Every ridiculous assertion — from Dr. Carson on…

Biden stops mid-sentence, laughs to himself, shakes his head incredulously, presumably at those assertions. 

I mean Jesus, God.

Silence as the veep thinks some more, then tries to stifle a guffaw. And continues.

I mean — oh, God. It’s kind of hard to fathom, isn’t it?

It is reassuring to have rational thought on this issue in the current White House when Oklahoma state lawmakers have just proposed the Oklahoma Religious Freedom Restoration Act of 2015 which would allow anyone, including religious and secular businesses, to discriminate against LGBT people as long as not doing so would violate their sincerely held religious beliefs.

where do I even begin?

where do I even begin?

To say nothing of the oral arguments next month scheduled before the US Supreme Court on whether states lawmakers can ban same-sex marriage in Ohio, Michigan, Kentucky and Tennessee despite the shifting legal rulings and national tides to the contrary.

Dr. Carson has famously said in the past that in advocating same-sex marriage, its supporters are trying to tell him that two plus two equals five when everyone knows the correct answer is four. Well, he does have the correct answer to the mathematical problem but as comedian Russell Brand countered back to him in a YouTube vlog last July, you can’t compare a social and civil idea like sexuality to an objective system of signs like arithmetic.

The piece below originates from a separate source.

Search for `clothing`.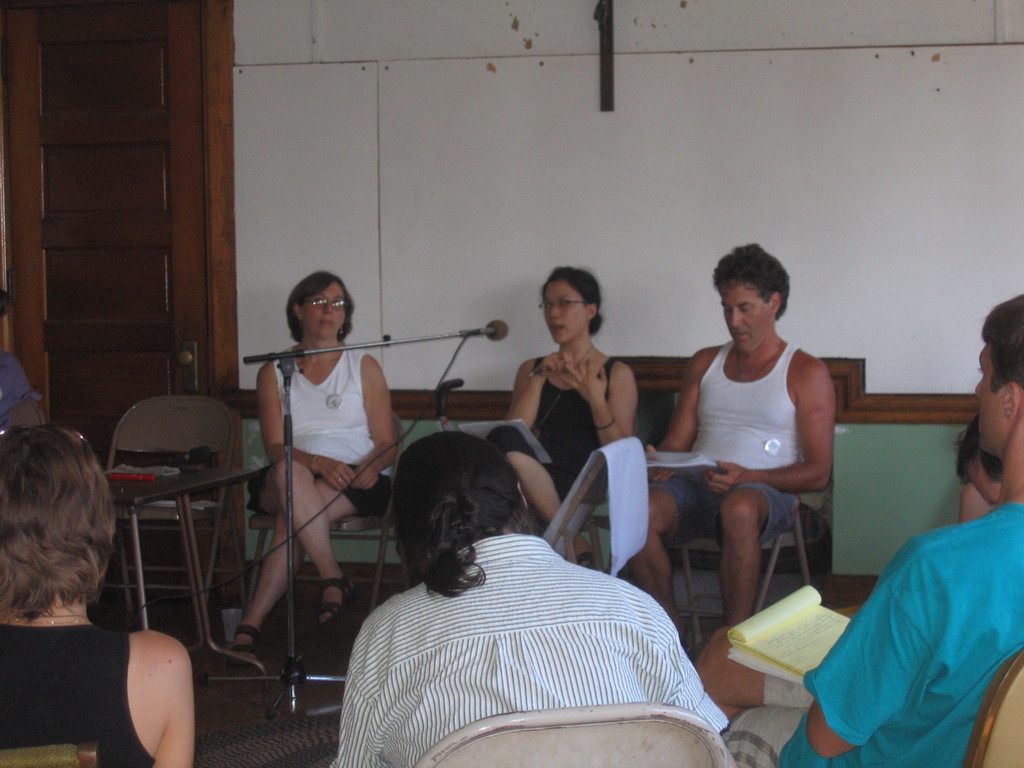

Which begs the question of whether Dr. Carson has truly studied the issue or is just vamping in the public arena until God tells him what to do. I, for one, prefer to think of his situation this way – it’s a choice to remain ignorant in the age of Google – and a bad one. As a physician, Dr. Carson has made a lot of bold, life-saving decisions. But as a rational thinker on the world stage and as a potential policy maker, signing up to the pro-ignorance movement is the poorest choice of them all. And certainly not a good one for the next potential decider-in-chief. Or for, well, any of the rest of us.